Pixel coordinate grounding data
---------------

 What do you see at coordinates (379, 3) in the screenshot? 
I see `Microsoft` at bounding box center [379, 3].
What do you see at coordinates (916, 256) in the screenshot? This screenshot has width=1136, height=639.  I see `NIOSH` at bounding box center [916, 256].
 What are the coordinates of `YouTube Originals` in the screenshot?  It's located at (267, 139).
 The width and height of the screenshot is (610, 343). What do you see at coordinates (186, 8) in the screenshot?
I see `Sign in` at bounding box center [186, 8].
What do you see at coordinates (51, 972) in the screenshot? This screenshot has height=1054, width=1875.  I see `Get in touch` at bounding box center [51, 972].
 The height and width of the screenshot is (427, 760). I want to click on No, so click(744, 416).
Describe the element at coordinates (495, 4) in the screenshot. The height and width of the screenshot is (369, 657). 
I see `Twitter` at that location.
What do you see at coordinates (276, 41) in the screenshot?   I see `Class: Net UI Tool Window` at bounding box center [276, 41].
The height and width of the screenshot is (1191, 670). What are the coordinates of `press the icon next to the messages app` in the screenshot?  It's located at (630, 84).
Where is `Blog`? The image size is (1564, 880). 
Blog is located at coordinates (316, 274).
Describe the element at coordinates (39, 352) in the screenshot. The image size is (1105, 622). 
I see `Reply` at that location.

---------------

§ Task objective
Nothing in the records above may differ in your copy; retype them in full.

§ Solution below
 What do you see at coordinates (379, 3) in the screenshot? 
I see `Microsoft` at bounding box center [379, 3].
What do you see at coordinates (916, 256) in the screenshot? This screenshot has width=1136, height=639.  I see `NIOSH` at bounding box center [916, 256].
 What are the coordinates of `YouTube Originals` in the screenshot?  It's located at (267, 139).
 The width and height of the screenshot is (610, 343). What do you see at coordinates (186, 8) in the screenshot?
I see `Sign in` at bounding box center [186, 8].
What do you see at coordinates (51, 972) in the screenshot? This screenshot has height=1054, width=1875.  I see `Get in touch` at bounding box center [51, 972].
 The height and width of the screenshot is (427, 760). I want to click on No, so click(744, 416).
Describe the element at coordinates (495, 4) in the screenshot. The height and width of the screenshot is (369, 657). 
I see `Twitter` at that location.
What do you see at coordinates (276, 41) in the screenshot?   I see `Class: Net UI Tool Window` at bounding box center [276, 41].
The height and width of the screenshot is (1191, 670). What are the coordinates of `press the icon next to the messages app` in the screenshot?  It's located at (630, 84).
Where is `Blog`? The image size is (1564, 880). 
Blog is located at coordinates (316, 274).
Describe the element at coordinates (39, 352) in the screenshot. The image size is (1105, 622). 
I see `Reply` at that location.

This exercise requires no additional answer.